Stabbing rehashes old memories
The registered nurse walked out of the hospital room, sick to her stomach at what she had just seen. She had worked in the Bronx, witnessed gunshot wounds and worse. But now, in St. Joseph’s Hospital in Syracuse, she had to turn away.
She leaned against the wall and wilted to the floor. Inside the room, Giovanni DeLoatch lay in a hospital bed, his head and arm bandaged from five stab wounds he had suffered earlier in the night. The nurse worried for him because he was a young man – only 20 – and a defensive end on the Syracuse football team. Because he was bleeding profusely from his head and arm. And because he was her only son.
On Oct. 31, 1999, four men were stabbed outside Sadie’s Place, a bar on Syracuse’s west side. Three were football players, milling outside only hours after their one-point loss to Boston College. Police came to the bar at 1:19 a.m. on Sunday. They saw a melee of 60 to 75 people and a few large puddles of blood.
On Sept. 26, 2004, Syracuse cornerback Tanard Jackson was stabbed in the chest outside of Schine Student Center. He was released from the hospital Monday, police said. His injuries were considered ‘non-life threatening,’ and even though he won’t play on Saturday against Rutgers, there are people around him that are thankful it wasn’t worse – that it wasn’t like 1999, when the fight left five people injured and put two in comas.
That night, DeLoatch was the first player attacked. He was quickly pulled away from the fight by a bouncer, who dragged him to safety. It was a move that definitely expedited his release from the hospital the next day. Duke Pettijohn, a defensive end, was released that Sunday. David Byrd, a cornerback, lay in a coma for nearly two weeks.
‘I looked back,’ DeLoatch said, ‘and it seemed like a whole sea of people were stomping five or six guys. We were severely outnumbered. There was no way we could fight back.’
His mother, Claud’Evelyn, remembers receiving a phone call from DeLoatch soon after the incident. Because it was Homecoming weekend, the whole family – his father, mother and two sisters – was at his apartment.
Claud’Evelyn answered the phone. ‘Mommy, they stabbed me,’ DeLoatch said. ‘I’m at Sadie’s, they stabbed me. I’m bleeding. My head. They stabbed me.’
Frantic, Claud’Evelyn hopped in the car, not sure if her only son was going to die that night. DeLoatch, riding in an ambulance en route to St. Joseph’s, thought the same about his teammates.
Finally, Claud’Evelyn found him.
‘When I looked at him, I thought, ‘Someone really tried to kill my child.”
The Byrd family, which had spent that day watching its son play in Syracuse, had already made it back to Schenectady. Then the phone rang.
‘To get that call at 4 o’clock in the morning,’ said David Sr., ‘it’s pretty tough.’
The Byrds drove two hours back to Syracuse. When they arrived at Crouse Hospital, Byrd was in serious condition. He had stab wounds to his neck, back and leg. One just missed his heart.
DeLoatch said he hardly felt pain after the attack. In fact, much like Jackson, he didn’t even know he was stabbed. He only felt a tingly sensation, like ‘pins and needles.’
‘Once the adrenaline started going,’ DeLoatch said, ‘I didn’t even feel the puncture. The whole thing was going so fast. Before you know it, it’s over. I didn’t know I got stabbed until I got pulled back into the bar. I looked at my arm and there was blood everywhere.’
His main concern was Byrd, whom his mother reported was failing.
DeLoatch prayed. So did Claud’Evelyn and an entire Syracuse community. It took months for the physical wounds to heal. The emotional wounds took much longer. Claud’Evelyn could barely sleep at night, and when she did, she’d see nightmares.
‘I was really sick,’ Claud’Evelyn said. ‘It was a long time before I could get over it. That’s my only boy. I’m over it now. It was just so close, the fact that it could reach my family, our faces were just down. We had to pray real hard and keep ourselves encouraged. It wasn’t just for Giovanni. It was for the other young men, too.’
After a while, the men recovered. One by one, they were released from the hospital, but not from the terrible memories. David Byrd Sr. doesn’t like to talk about that early Halloween morning. Neither Byrd nor Pettijohn could be reached for comment.
DeLoatch said the incident has made him stronger and wiser. He knows how to avoid trouble, he said. ‘It makes you grow up,’ he said. ‘God blessed me. He told me, ‘You have to grow up. You can’t do this anymore.’ It’s a life lesson.
‘It’s sad to hear that someone had to go through what I went through. It’s something you don’t expect. But when it happened, I had to deal with the situation. It’s never OK to get stabbed. But anything that doesn’t kill you makes you stronger. I’m still here, I’m still breathing.’
And so is Jackson. And for that, he, too, should feel blessed.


To do: Write back every entry exactly as it reads, with the pictures left behind.

** Dataset extract follows **

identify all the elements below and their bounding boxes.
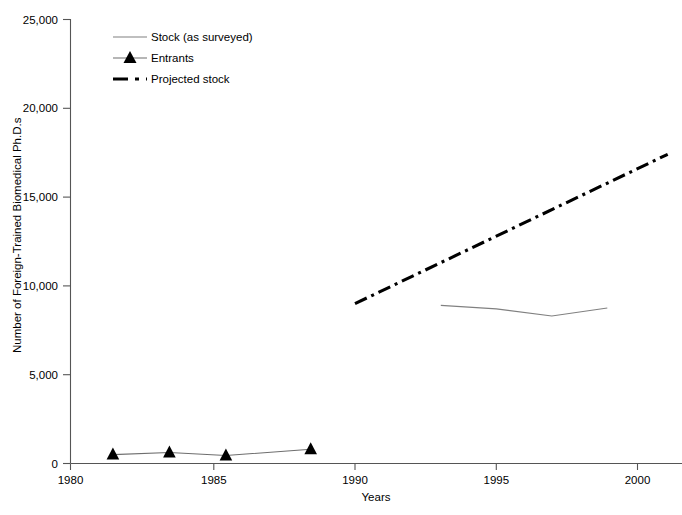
y-tick-label-25000: 25,000	[23, 14, 58, 26]
x-tick-label-2000: 2000	[625, 474, 651, 486]
projected-stock-line	[355, 154, 668, 303]
legend-label-stock: Stock (as surveyed)	[151, 31, 253, 43]
x-axis-title: Years	[362, 491, 391, 503]
y-tick-label-0: 0	[52, 458, 58, 470]
legend-label-projected-stock: Projected stock	[151, 73, 230, 85]
entrants-line	[113, 449, 311, 455]
chart-container: 25,000 20,000 15,000 10,000 5,000 0 1980…	[0, 0, 682, 515]
legend-item-stock[interactable]: Stock (as surveyed)	[113, 31, 253, 43]
series-entrants	[107, 442, 317, 460]
y-tick-label-15000: 15,000	[23, 191, 58, 203]
series-stock	[441, 305, 608, 316]
y-tick-label-20000: 20,000	[23, 102, 58, 114]
entrants-marker-3	[220, 448, 233, 460]
legend-item-entrants[interactable]: Entrants	[113, 51, 194, 64]
legend-swatch-triangle-icon	[124, 51, 137, 63]
x-tick-label-1985: 1985	[201, 474, 227, 486]
x-tick-label-1995: 1995	[484, 474, 510, 486]
x-tick-label-1990: 1990	[342, 474, 368, 486]
legend: Stock (as surveyed) Entrants Projected s…	[113, 31, 253, 85]
series-projected-stock	[355, 154, 668, 303]
entrants-marker-1	[107, 448, 120, 460]
legend-label-entrants: Entrants	[151, 52, 194, 64]
y-tick-labels: 25,000 20,000 15,000 10,000 5,000 0	[23, 14, 58, 470]
chart-svg: 25,000 20,000 15,000 10,000 5,000 0 1980…	[0, 0, 682, 515]
x-tick-labels: 1980 1985 1990 1995 2000	[58, 474, 651, 486]
legend-item-projected-stock[interactable]: Projected stock	[113, 73, 230, 85]
y-tick-label-10000: 10,000	[23, 280, 58, 292]
y-axis-title: Number of Foreign-Trained Biomedical Ph.…	[11, 117, 23, 353]
stock-line	[441, 305, 608, 316]
x-tick-label-1980: 1980	[58, 474, 84, 486]
y-tick-label-5000: 5,000	[29, 369, 58, 381]
axis-group	[63, 19, 682, 470]
entrants-marker-4	[304, 442, 317, 454]
entrants-marker-2	[163, 445, 176, 457]
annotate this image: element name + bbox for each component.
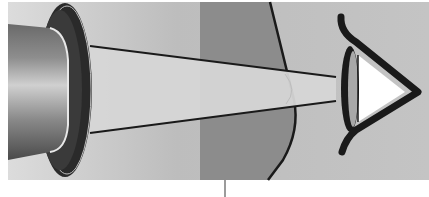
diagram-figure	[0, 0, 429, 197]
eye-lens	[348, 51, 358, 127]
light-source-lamp	[8, 24, 68, 160]
diagram-canvas	[0, 0, 429, 197]
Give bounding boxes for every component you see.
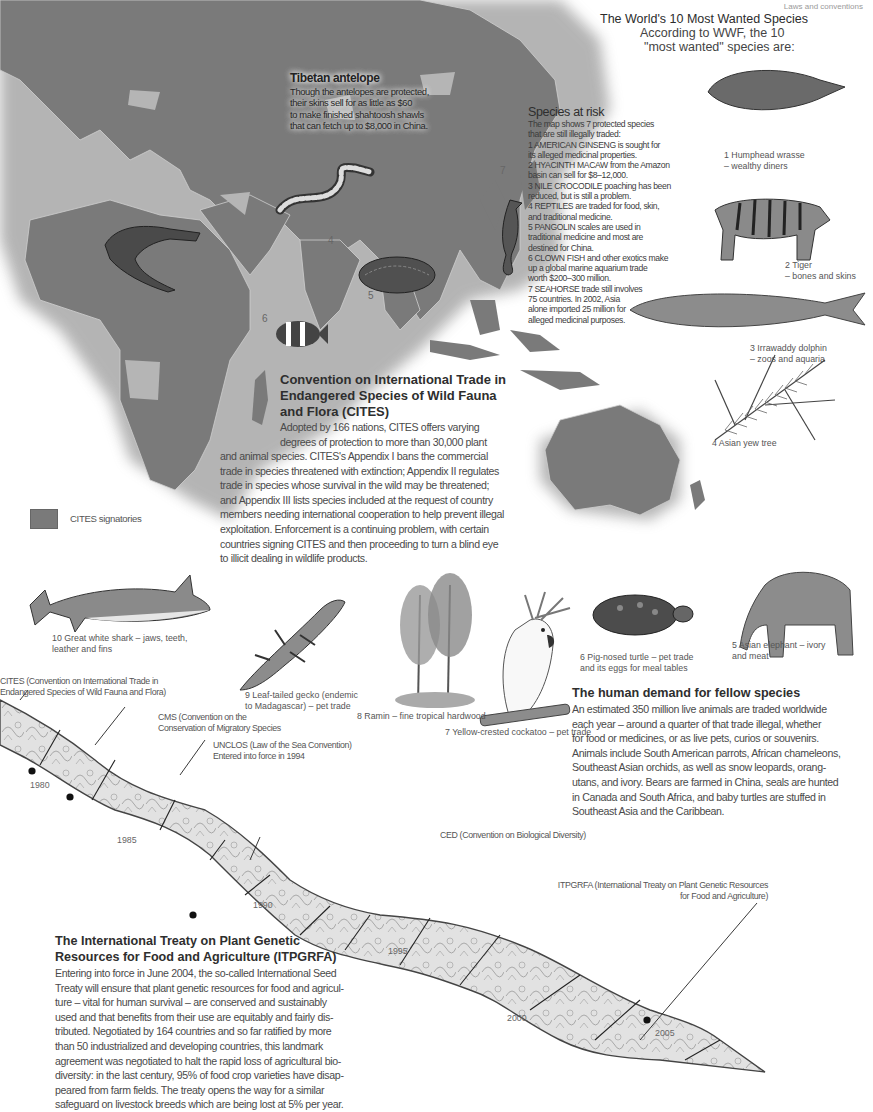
risk-line: 4 REPTILES are traded for food, skin,: [528, 201, 718, 211]
yellow-crested-cockatoo-illustration: [475, 590, 575, 730]
asian-yew-tree-illustration: [705, 340, 845, 450]
clown-fish-illustration: [272, 316, 330, 352]
snake-illustration: [275, 160, 375, 220]
map-marker-6: 6: [262, 313, 268, 324]
risk-line: 6 CLOWN FISH and other exotics make: [528, 253, 718, 263]
species-caption-4: 4 Asian yew tree: [712, 438, 777, 449]
legend-swatch-signatory: [30, 509, 58, 529]
map-marker-7: 7: [500, 165, 506, 176]
timeline-year-1980: 1980: [30, 780, 50, 790]
risk-line: worth $200–300 million.: [528, 273, 718, 283]
risk-line: up a global marine aquarium trade: [528, 263, 718, 273]
species-caption-8: 8 Ramin – fine tropical hardwood: [357, 711, 486, 722]
human-demand-title: The human demand for fellow species: [572, 685, 872, 701]
timeline-year-2005: 2005: [655, 1028, 675, 1038]
cites-heading: Convention on International Trade in End…: [280, 372, 560, 420]
species-caption-5: 5 Asian elephant – ivory and meat: [732, 640, 825, 661]
risk-line: its alleged medicinal properties.: [528, 150, 718, 160]
timeline-year-1985: 1985: [117, 835, 137, 845]
timeline-event-unclos: UNCLOS (Law of the Sea Convention) Enter…: [213, 740, 352, 761]
pangolin-illustration: [355, 250, 440, 300]
seahorse-illustration: [490, 195, 530, 280]
map-marker-4: 4: [328, 235, 334, 246]
leaf-tailed-gecko-illustration: [230, 590, 350, 700]
species-caption-2: 2 Tiger – bones and skins: [785, 260, 856, 281]
great-white-shark-illustration: [25, 570, 215, 640]
risk-line: traditional medicine and most are: [528, 232, 718, 242]
itpgrfa-panel: The International Treaty on Plant Geneti…: [55, 933, 355, 1112]
risk-line: The map shows 7 protected species: [528, 119, 718, 129]
timeline-event-ced: CED (Convention on Biological Diversity): [440, 830, 586, 841]
tibetan-line: to make finished shahtoosh shawls: [290, 109, 510, 120]
human-demand-panel: The human demand for fellow species An e…: [572, 685, 872, 819]
risk-line: 1 AMERICAN GINSENG is sought for: [528, 140, 718, 150]
pig-nosed-turtle-illustration: [585, 590, 695, 645]
species-caption-6: 6 Pig-nosed turtle – pet trade and its e…: [580, 652, 693, 673]
nile-crocodile-illustration: [100, 215, 205, 295]
tibetan-title: Tibetan antelope: [290, 70, 510, 86]
species-caption-9: 9 Leaf-tailed gecko (endemic to Madagasc…: [245, 690, 358, 711]
timeline-year-1990: 1990: [253, 900, 273, 910]
tiger-illustration: [705, 185, 835, 265]
timeline-year-2000: 2000: [507, 1013, 527, 1023]
page-folio: Laws and conventions: [784, 2, 863, 11]
tibetan-line: that can fetch up to $8,000 in China.: [290, 120, 510, 131]
humphead-wrasse-illustration: [700, 62, 850, 122]
risk-line: and traditional medicine.: [528, 212, 718, 222]
risk-line: basin can sell for $8–12,000.: [528, 170, 718, 180]
risk-line: 3 NILE CROCODILE poaching has been: [528, 181, 718, 191]
species-at-risk-title: Species at risk: [528, 105, 718, 119]
timeline-year-1995: 1995: [388, 946, 408, 956]
risk-line: reduced, but is still a problem.: [528, 191, 718, 201]
species-caption-10: 10 Great white shark – jaws, teeth, leat…: [52, 633, 187, 654]
timeline-event-cms: CMS (Convention on the Conservation of M…: [158, 712, 281, 733]
irrawaddy-dolphin-illustration: [625, 285, 870, 340]
risk-line: destined for China.: [528, 243, 718, 253]
risk-line: 5 PANGOLIN scales are used in: [528, 222, 718, 232]
most-wanted-intro-2: "most wanted" species are:: [600, 40, 870, 54]
tibetan-line: Though the antelopes are protected,: [290, 86, 510, 97]
species-caption-7: 7 Yellow-crested cockatoo – pet trade: [445, 727, 591, 738]
map-legend: CITES signatories: [30, 509, 141, 529]
most-wanted-title: The World's 10 Most Wanted Species: [600, 12, 870, 26]
most-wanted-header: The World's 10 Most Wanted Species Accor…: [600, 12, 870, 54]
cites-body-part2: and animal species. CITES's Appendix I b…: [220, 449, 580, 566]
species-caption-1: 1 Humphead wrasse – wealthy diners: [724, 150, 805, 171]
risk-line: that are still illegally traded:: [528, 129, 718, 139]
cites-body-part1: Adopted by 166 nations, CITES offers var…: [280, 420, 580, 449]
tibetan-antelope-note: Tibetan antelope Though the antelopes ar…: [290, 70, 510, 132]
legend-label: CITES signatories: [70, 514, 141, 525]
risk-line: 2 HYACINTH MACAW from the Amazon: [528, 160, 718, 170]
ramin-tree-illustration: [390, 565, 480, 710]
timeline-event-itpgrfa: ITPGRFA (International Treaty on Plant G…: [548, 880, 768, 901]
timeline-event-cites: CITES (Convention on International Trade…: [0, 676, 166, 697]
tibetan-line: their skins sell for as little as $60: [290, 97, 510, 108]
most-wanted-intro-1: According to WWF, the 10: [600, 26, 870, 40]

** End of Dataset extract **

Exercise answer:
identify all the elements below and their bounding boxes.
y-tick-label-25000: 25,000	[23, 14, 58, 26]
x-tick-label-2000: 2000	[625, 474, 651, 486]
projected-stock-line	[355, 154, 668, 303]
legend-label-stock: Stock (as surveyed)	[151, 31, 253, 43]
x-axis-title: Years	[362, 491, 391, 503]
y-tick-label-0: 0	[52, 458, 58, 470]
legend-label-projected-stock: Projected stock	[151, 73, 230, 85]
entrants-line	[113, 449, 311, 455]
chart-container: 25,000 20,000 15,000 10,000 5,000 0 1980…	[0, 0, 682, 515]
legend-item-stock[interactable]: Stock (as surveyed)	[113, 31, 253, 43]
series-entrants	[107, 442, 317, 460]
y-tick-label-15000: 15,000	[23, 191, 58, 203]
series-stock	[441, 305, 608, 316]
y-tick-label-20000: 20,000	[23, 102, 58, 114]
entrants-marker-3	[220, 448, 233, 460]
legend-item-entrants[interactable]: Entrants	[113, 51, 194, 64]
legend-swatch-triangle-icon	[124, 51, 137, 63]
x-tick-label-1985: 1985	[201, 474, 227, 486]
x-tick-label-1995: 1995	[484, 474, 510, 486]
x-tick-label-1990: 1990	[342, 474, 368, 486]
legend: Stock (as surveyed) Entrants Projected s…	[113, 31, 253, 85]
series-projected-stock	[355, 154, 668, 303]
entrants-marker-1	[107, 448, 120, 460]
legend-label-entrants: Entrants	[151, 52, 194, 64]
y-tick-labels: 25,000 20,000 15,000 10,000 5,000 0	[23, 14, 58, 470]
chart-svg: 25,000 20,000 15,000 10,000 5,000 0 1980…	[0, 0, 682, 515]
x-tick-labels: 1980 1985 1990 1995 2000	[58, 474, 651, 486]
legend-item-projected-stock[interactable]: Projected stock	[113, 73, 230, 85]
y-tick-label-10000: 10,000	[23, 280, 58, 292]
y-axis-title: Number of Foreign-Trained Biomedical Ph.…	[11, 117, 23, 353]
stock-line	[441, 305, 608, 316]
x-tick-label-1980: 1980	[58, 474, 84, 486]
y-tick-label-5000: 5,000	[29, 369, 58, 381]
axis-group	[63, 19, 682, 470]
entrants-marker-4	[304, 442, 317, 454]
entrants-marker-2	[163, 445, 176, 457]
annotate this image: element name + bbox for each component.
diagram-figure	[0, 0, 429, 197]
eye-lens	[348, 51, 358, 127]
light-source-lamp	[8, 24, 68, 160]
diagram-canvas	[0, 0, 429, 197]
Give bounding boxes for every component you see.
risk-line: 4 REPTILES are traded for food, skin,: [528, 201, 718, 211]
yellow-crested-cockatoo-illustration: [475, 590, 575, 730]
asian-yew-tree-illustration: [705, 340, 845, 450]
clown-fish-illustration: [272, 316, 330, 352]
snake-illustration: [275, 160, 375, 220]
map-marker-6: 6: [262, 313, 268, 324]
risk-line: 6 CLOWN FISH and other exotics make: [528, 253, 718, 263]
species-caption-4: 4 Asian yew tree: [712, 438, 777, 449]
legend-swatch-signatory: [30, 509, 58, 529]
map-marker-7: 7: [500, 165, 506, 176]
timeline-year-1980: 1980: [30, 780, 50, 790]
risk-line: worth $200–300 million.: [528, 273, 718, 283]
risk-line: up a global marine aquarium trade: [528, 263, 718, 273]
species-caption-8: 8 Ramin – fine tropical hardwood: [357, 711, 486, 722]
human-demand-title: The human demand for fellow species: [572, 685, 872, 701]
timeline-year-2005: 2005: [655, 1028, 675, 1038]
cites-heading: Convention on International Trade in End…: [280, 372, 560, 420]
species-caption-5: 5 Asian elephant – ivory and meat: [732, 640, 825, 661]
risk-line: its alleged medicinal properties.: [528, 150, 718, 160]
timeline-year-1985: 1985: [117, 835, 137, 845]
timeline-event-unclos: UNCLOS (Law of the Sea Convention) Enter…: [213, 740, 352, 761]
pangolin-illustration: [355, 250, 440, 300]
seahorse-illustration: [490, 195, 530, 280]
map-marker-4: 4: [328, 235, 334, 246]
leaf-tailed-gecko-illustration: [230, 590, 350, 700]
species-caption-2: 2 Tiger – bones and skins: [785, 260, 856, 281]
great-white-shark-illustration: [25, 570, 215, 640]
risk-line: traditional medicine and most are: [528, 232, 718, 242]
itpgrfa-panel: The International Treaty on Plant Geneti…: [55, 933, 355, 1112]
risk-line: The map shows 7 protected species: [528, 119, 718, 129]
timeline-event-ced: CED (Convention on Biological Diversity): [440, 830, 586, 841]
tibetan-line: to make finished shahtoosh shawls: [290, 109, 510, 120]
human-demand-panel: The human demand for fellow species An e…: [572, 685, 872, 819]
risk-line: 1 AMERICAN GINSENG is sought for: [528, 140, 718, 150]
pig-nosed-turtle-illustration: [585, 590, 695, 645]
species-caption-6: 6 Pig-nosed turtle – pet trade and its e…: [580, 652, 693, 673]
nile-crocodile-illustration: [100, 215, 205, 295]
tibetan-title: Tibetan antelope: [290, 70, 510, 86]
species-caption-9: 9 Leaf-tailed gecko (endemic to Madagasc…: [245, 690, 358, 711]
timeline-year-1990: 1990: [253, 900, 273, 910]
tiger-illustration: [705, 185, 835, 265]
timeline-year-2000: 2000: [507, 1013, 527, 1023]
page-folio: Laws and conventions: [784, 2, 863, 11]
tibetan-line: that can fetch up to $8,000 in China.: [290, 120, 510, 131]
humphead-wrasse-illustration: [700, 62, 850, 122]
risk-line: and traditional medicine.: [528, 212, 718, 222]
risk-line: basin can sell for $8–12,000.: [528, 170, 718, 180]
risk-line: 3 NILE CROCODILE poaching has been: [528, 181, 718, 191]
species-at-risk-title: Species at risk: [528, 105, 718, 119]
timeline-year-1995: 1995: [388, 946, 408, 956]
risk-line: reduced, but is still a problem.: [528, 191, 718, 201]
species-caption-10: 10 Great white shark – jaws, teeth, leat…: [52, 633, 187, 654]
timeline-event-cms: CMS (Convention on the Conservation of M…: [158, 712, 281, 733]
irrawaddy-dolphin-illustration: [625, 285, 870, 340]
risk-line: destined for China.: [528, 243, 718, 253]
risk-line: 5 PANGOLIN scales are used in: [528, 222, 718, 232]
most-wanted-intro-2: "most wanted" species are:: [600, 40, 870, 54]
tibetan-line: Though the antelopes are protected,: [290, 86, 510, 97]
species-caption-7: 7 Yellow-crested cockatoo – pet trade: [445, 727, 591, 738]
map-legend: CITES signatories: [30, 509, 141, 529]
most-wanted-title: The World's 10 Most Wanted Species: [600, 12, 870, 26]
most-wanted-header: The World's 10 Most Wanted Species Accor…: [600, 12, 870, 54]
cites-body-part2: and animal species. CITES's Appendix I b…: [220, 449, 580, 566]
species-caption-1: 1 Humphead wrasse – wealthy diners: [724, 150, 805, 171]
risk-line: that are still illegally traded:: [528, 129, 718, 139]
cites-body-part1: Adopted by 166 nations, CITES offers var…: [280, 420, 580, 449]
tibetan-antelope-note: Tibetan antelope Though the antelopes ar…: [290, 70, 510, 132]
legend-label: CITES signatories: [70, 514, 141, 525]
risk-line: 2 HYACINTH MACAW from the Amazon: [528, 160, 718, 170]
ramin-tree-illustration: [390, 565, 480, 710]
timeline-event-itpgrfa: ITPGRFA (International Treaty on Plant G…: [548, 880, 768, 901]
timeline-event-cites: CITES (Convention on International Trade…: [0, 676, 166, 697]
tibetan-line: their skins sell for as little as $60: [290, 97, 510, 108]
most-wanted-intro-1: According to WWF, the 10: [600, 26, 870, 40]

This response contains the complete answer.